At The Mountains of Madness, No One Can Hear You Scream

by Rachel Bellwoar

I. N. J. Culbard’s At the Mountains of Madness opens in silence. A graphic novel adaptation of H.P. Lovecraft’s novella, there’s a man in a yellow suit. His face is obscured, but Curious George. Dick Tracy. Sinister figures don’t wear yellow suits.

We watch him buy a newspaper at a subway station in Boston. The headline reads, “Starkweather-Moore Expedition to the Antarctic.” This is when the man in the yellow suit starts talking, or at least the narrator does.
Talk about an opening! The first line out of the narrator’s mouth is, “I am forced into speech…” and because Culbard opens in silence, with a character who’s trying to conceal his identity, it doesn’t feel like hyperbole. Whether or not they’re the same person (and I’d argue they’re not), the man and the narrator share a divide in their nature. They both want to keep to themselves, yet the man’s wearing yellow. That’s not a color you wear if you want to blend in.
Using the darkness of a subway tunnel to transition to the past (this is also when we first hear the sound, “Tekeli-li!!,” the source of which is an ongoing mystery), the man in the yellow suit’s reaction to the newspaper makes you think At the Mountains of Madness will be about his efforts to stop the Starkweather-Moore expedition. Instead it’s about why he wants to stop it, with an extended flashback to when he was on his own Arctic expedition.
Culbard creates some drama with the lettering once again when he places all of the narration boxes on one side of the page. There the narrator talks about what the trip was supposed to be like. Meanwhile there’s one narration box on the opposite side of the page. This one (the last one) is where the narrator tells the truth – that, “Little did we know of what was to come in that cryptic realm of ice and death.”
While the narrator is ambiguous (he has to be one of the scientists who survived the expedition), Culbard gives each of the professors their own nose and distinguishing features (like a moustache or glasses). He also introduces the main professors all in a row, so you can learn who’s who, right at the start. Bundled up in their winter garb, maybe it’s not realistic, that they’d be easy to tell apart, but it sure does make it easier as a reader when you’re trying to remember where each professor stands.
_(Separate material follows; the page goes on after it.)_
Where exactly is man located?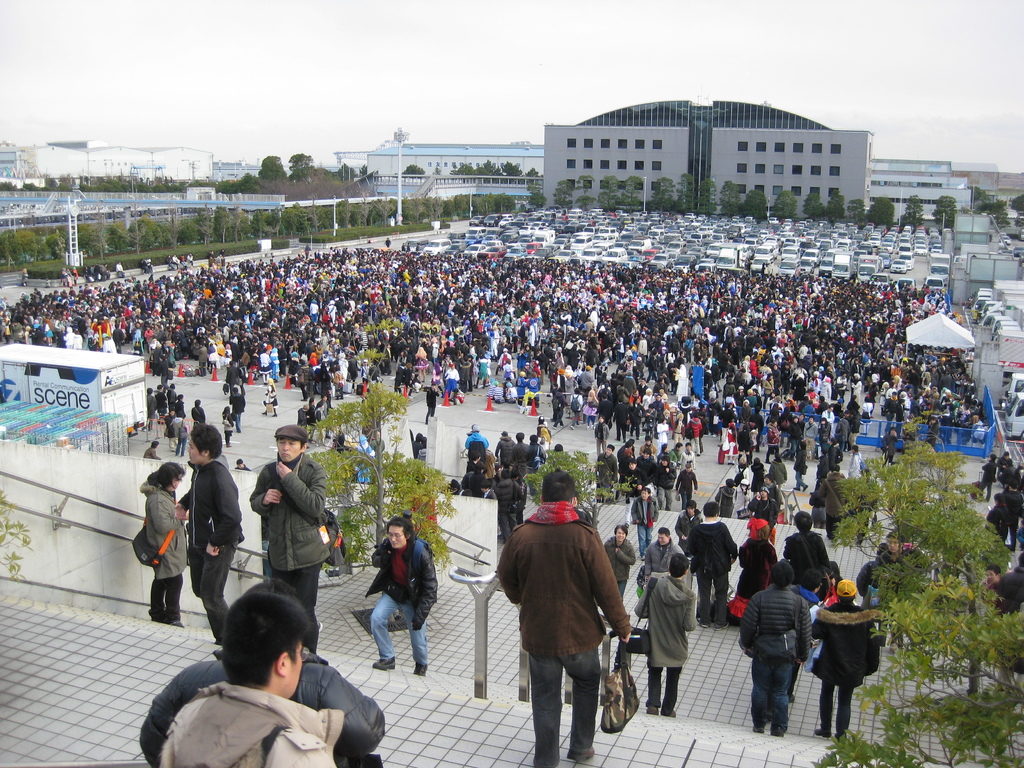
Its bounding box is 223, 358, 241, 396.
While hip enough to associate Lovecraft with Cthulhu monsters and tentacles, I’ll be the first to admit I don’t know Lovecraft’s work. At the Mountains of Madness contains both tentacles and Cthulhu monsters and feels like a good primer into his mythology.
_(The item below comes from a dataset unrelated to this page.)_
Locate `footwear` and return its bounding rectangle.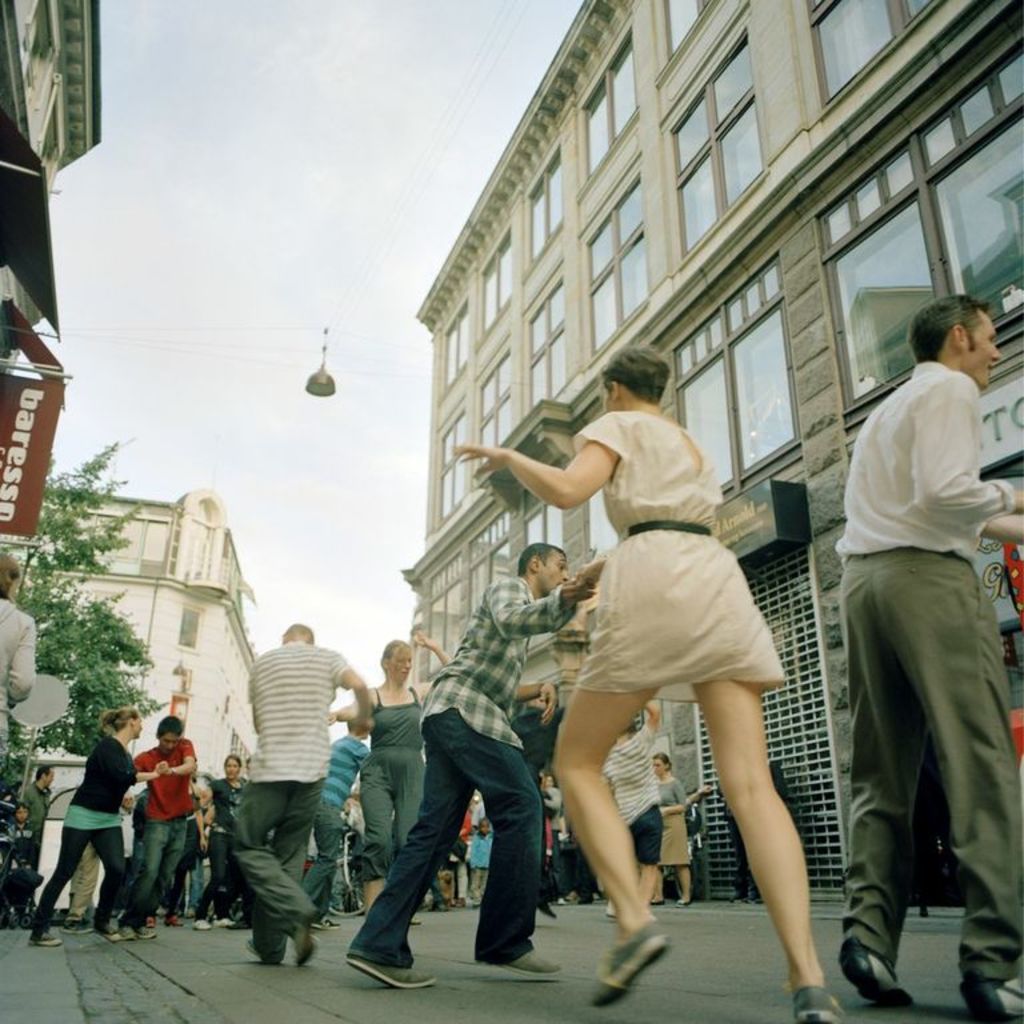
<bbox>605, 907, 617, 917</bbox>.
The real reason I wanted to pick up this book was The Terror season one, and while they do have a lot in common (namely the setting and an unexplainable monster), they diverge a lot, too. Watching The Terror,it’s all about the building fear that they’re not going to be able to get back home. In At the Mountains of Madness, Professor Dyer is trying to keep them on schedule, but nobody seems concerned that they won’t be able to leave. Then again, the goals for both these expeditions were different. The sailors in The Terror wanted to find a passage through the Arctic to the Pacific Ocean. The scientists in At the Mountains of Madness came to Antarctica with the intention of exploring the land.
As a bridge between these two settings – the sea and the land – Culbard draws snowflakes to look like little circles. When it’s night, and the sky is a darker blue, these snowflakes can be mistaken for bubbles, and it ensures that the story always keeps one foot in the sea.
At the Mountains of Madness is available now from SelfMadeHero. While the story takes place more on the ice than the water, it should appeal to fans of high seas adventure.